Unless you are looking in the right direction, you won’t see the first oak leaves fall. By the time they tap onto the woodland floor and you’ve turned your head to look, they have finished their silent descent and are nestled, motionless on the ground; then it is impossible to identify the particular leaf that was the origin of the sound. The leaves don’t fall often, but the more time you spend looking about you, the more likely it is that you will glimpse one in transit, that one will drop through your field of view.
And there’s lots to look at. From squirrel-cracked nutshells, to russet ferns trodden by deer, from delicate spider-silk, newly spun to immense yew trunks, ancient and gnarled. You are standing under dense, green, end-August leaf cover – this is the wood at its most enclosed, the closest it gets to a Robin Hood woodland. The wind rushing through the leaves above lifts the canopy; huge branches of foliage rise and fall like the swelling sea. The sound too is like waves on a beach, pulsing crescendos. High above you in the tumult, a small, grey and chestnut bird, a nuthatch, hammers a hazel nut. The tapping against the hollow deadwood rings out above the sound of the trees.
Twigs snap and the newly fallen leaves give a crisp crunch as you crush them underfoot. Looking down you will see feathers of the moulting season. There are newly emerged fungi too; if you stoop to examine the perfect domes you will detect the smell of mushrooms, earthy and thick. Bright red berries of the lords-and-ladies glow soft and ripe, dark green berries of the holly stand out, hard and full. A burst of bird song above cuts through the air. You look up, and it’s then you catch it, out of the corner of your eye; the sudden movement as the oak leaf detaches, falling straight, barely time to tumble. The first leaves of autumn.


| Work required |
Each line in these records that contains "this" counts once. Give the number only.

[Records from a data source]

- - - -

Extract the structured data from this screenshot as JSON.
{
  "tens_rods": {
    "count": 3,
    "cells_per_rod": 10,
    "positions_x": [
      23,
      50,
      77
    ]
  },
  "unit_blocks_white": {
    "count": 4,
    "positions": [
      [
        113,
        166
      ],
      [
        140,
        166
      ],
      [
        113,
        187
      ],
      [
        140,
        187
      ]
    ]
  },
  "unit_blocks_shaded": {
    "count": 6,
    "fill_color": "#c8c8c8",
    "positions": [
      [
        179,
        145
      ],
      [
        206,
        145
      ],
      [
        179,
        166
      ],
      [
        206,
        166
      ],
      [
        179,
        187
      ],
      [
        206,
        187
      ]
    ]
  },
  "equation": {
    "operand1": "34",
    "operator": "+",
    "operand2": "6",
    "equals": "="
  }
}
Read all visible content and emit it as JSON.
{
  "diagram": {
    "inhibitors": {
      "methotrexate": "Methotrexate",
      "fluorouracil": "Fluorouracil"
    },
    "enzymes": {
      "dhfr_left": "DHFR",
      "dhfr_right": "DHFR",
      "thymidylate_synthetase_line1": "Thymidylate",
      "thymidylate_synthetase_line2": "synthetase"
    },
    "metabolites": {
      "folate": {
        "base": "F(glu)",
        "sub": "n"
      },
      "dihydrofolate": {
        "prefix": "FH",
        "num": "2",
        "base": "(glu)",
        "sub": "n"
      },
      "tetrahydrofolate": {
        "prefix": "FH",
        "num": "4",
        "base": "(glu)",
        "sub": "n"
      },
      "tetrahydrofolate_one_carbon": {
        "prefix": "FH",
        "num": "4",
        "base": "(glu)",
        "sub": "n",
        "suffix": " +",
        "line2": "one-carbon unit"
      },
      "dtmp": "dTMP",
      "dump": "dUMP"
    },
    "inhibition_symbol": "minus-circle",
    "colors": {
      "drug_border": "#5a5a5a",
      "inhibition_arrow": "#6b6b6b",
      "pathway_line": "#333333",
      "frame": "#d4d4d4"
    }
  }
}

- - - -

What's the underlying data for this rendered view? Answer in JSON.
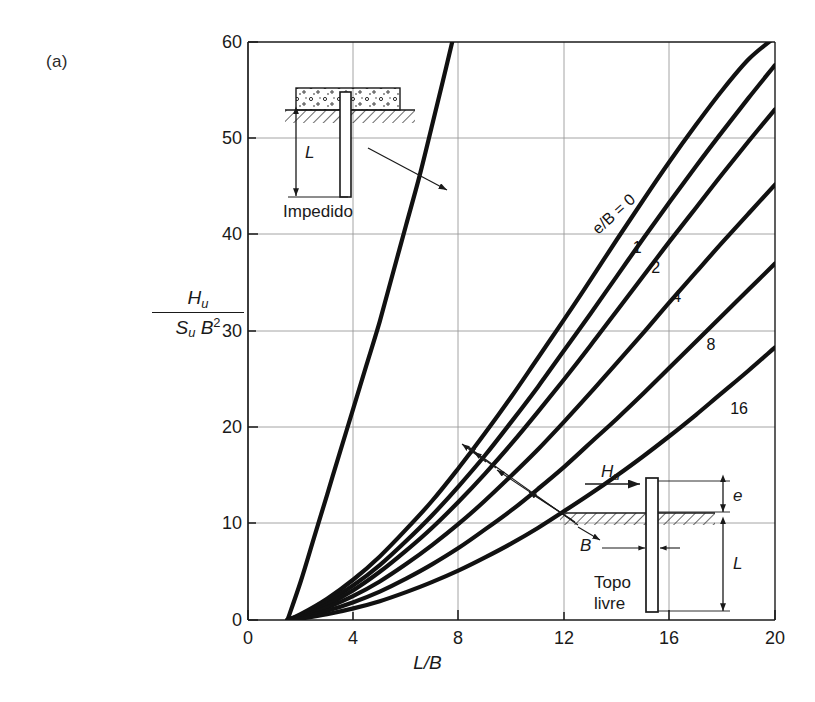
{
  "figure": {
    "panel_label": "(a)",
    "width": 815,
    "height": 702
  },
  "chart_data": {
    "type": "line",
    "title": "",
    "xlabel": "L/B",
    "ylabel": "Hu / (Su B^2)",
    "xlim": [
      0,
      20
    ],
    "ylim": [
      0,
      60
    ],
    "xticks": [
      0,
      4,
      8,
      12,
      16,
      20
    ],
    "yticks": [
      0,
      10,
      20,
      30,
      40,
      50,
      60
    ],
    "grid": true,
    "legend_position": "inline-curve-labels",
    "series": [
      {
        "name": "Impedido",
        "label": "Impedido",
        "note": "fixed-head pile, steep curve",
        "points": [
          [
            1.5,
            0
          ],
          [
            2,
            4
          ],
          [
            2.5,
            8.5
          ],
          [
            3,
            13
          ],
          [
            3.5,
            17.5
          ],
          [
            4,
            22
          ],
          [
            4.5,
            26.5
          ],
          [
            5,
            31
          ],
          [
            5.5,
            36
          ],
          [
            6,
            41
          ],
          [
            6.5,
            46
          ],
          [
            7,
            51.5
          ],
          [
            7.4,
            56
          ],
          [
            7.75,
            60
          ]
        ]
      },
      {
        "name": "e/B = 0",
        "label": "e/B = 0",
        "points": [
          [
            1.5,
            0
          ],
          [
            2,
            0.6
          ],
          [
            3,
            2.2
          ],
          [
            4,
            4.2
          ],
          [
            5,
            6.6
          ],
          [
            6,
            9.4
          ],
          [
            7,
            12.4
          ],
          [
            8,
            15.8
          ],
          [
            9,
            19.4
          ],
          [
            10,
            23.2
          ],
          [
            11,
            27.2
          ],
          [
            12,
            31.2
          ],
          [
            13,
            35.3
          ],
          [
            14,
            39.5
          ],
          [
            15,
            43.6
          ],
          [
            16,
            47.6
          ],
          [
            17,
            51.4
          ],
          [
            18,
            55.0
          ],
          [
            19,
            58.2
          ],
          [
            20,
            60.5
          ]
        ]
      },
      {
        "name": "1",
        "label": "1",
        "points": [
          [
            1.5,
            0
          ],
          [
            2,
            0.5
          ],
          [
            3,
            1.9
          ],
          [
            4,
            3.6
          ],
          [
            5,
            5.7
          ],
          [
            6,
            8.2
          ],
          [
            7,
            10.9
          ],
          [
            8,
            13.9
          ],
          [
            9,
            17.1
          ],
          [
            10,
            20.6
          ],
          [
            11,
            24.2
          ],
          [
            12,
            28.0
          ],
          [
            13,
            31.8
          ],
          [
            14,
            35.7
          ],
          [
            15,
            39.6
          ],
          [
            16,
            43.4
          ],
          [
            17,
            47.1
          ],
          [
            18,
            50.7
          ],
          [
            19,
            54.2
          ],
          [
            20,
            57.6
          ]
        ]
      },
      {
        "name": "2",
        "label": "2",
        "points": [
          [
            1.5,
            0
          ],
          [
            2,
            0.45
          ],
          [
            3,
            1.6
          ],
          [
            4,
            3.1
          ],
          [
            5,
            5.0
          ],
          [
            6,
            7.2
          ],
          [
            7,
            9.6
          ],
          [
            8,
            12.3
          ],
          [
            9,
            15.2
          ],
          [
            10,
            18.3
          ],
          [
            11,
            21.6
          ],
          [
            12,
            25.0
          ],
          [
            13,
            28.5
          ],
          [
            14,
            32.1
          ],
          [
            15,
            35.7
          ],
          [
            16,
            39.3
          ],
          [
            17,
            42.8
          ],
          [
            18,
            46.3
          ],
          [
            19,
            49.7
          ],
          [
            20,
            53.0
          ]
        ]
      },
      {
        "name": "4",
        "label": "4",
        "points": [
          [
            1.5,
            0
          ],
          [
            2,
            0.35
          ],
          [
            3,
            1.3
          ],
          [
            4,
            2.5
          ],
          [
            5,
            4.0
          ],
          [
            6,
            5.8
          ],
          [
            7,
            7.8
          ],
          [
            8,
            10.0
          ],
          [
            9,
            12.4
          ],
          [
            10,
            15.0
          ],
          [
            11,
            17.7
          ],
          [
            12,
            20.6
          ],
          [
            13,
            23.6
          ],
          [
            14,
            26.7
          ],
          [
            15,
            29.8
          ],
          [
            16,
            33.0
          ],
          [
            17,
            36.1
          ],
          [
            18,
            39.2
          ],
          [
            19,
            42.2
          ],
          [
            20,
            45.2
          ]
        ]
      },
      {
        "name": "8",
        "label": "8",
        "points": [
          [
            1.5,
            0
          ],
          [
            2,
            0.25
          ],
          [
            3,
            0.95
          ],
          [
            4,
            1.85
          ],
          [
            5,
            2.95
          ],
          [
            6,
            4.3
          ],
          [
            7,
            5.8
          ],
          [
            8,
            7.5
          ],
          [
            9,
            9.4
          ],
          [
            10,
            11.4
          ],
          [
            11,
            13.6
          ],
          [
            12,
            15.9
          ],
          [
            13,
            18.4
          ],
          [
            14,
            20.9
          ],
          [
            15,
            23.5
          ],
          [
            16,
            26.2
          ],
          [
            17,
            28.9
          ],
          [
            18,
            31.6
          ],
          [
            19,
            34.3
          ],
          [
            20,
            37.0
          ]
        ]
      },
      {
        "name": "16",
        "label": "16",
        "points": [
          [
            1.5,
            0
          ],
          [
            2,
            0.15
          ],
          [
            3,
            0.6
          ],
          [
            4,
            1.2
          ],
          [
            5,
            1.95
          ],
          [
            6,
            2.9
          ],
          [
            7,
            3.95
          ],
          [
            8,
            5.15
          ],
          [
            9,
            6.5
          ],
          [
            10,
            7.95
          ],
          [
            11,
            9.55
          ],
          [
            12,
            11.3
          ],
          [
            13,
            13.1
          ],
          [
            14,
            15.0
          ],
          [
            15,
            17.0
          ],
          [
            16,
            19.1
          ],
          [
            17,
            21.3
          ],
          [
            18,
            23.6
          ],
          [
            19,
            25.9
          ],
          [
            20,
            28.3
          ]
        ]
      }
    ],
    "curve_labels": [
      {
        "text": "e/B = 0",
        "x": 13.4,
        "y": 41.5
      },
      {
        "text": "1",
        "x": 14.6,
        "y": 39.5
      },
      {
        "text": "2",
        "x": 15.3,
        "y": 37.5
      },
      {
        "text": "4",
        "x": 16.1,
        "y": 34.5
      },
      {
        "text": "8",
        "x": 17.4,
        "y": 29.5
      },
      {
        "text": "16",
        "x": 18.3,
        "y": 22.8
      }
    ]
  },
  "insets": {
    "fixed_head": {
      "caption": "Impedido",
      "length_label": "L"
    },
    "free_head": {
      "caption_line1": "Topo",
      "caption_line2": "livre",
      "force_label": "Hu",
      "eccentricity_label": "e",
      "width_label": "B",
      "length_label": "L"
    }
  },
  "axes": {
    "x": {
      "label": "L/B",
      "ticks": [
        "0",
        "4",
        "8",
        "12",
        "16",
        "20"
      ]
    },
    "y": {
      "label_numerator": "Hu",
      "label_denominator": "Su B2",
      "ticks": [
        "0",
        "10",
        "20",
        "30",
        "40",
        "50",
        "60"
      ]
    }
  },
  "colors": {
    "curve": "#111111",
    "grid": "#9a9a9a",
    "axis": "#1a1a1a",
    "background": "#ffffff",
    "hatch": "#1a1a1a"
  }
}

- - - -

| Solution |
2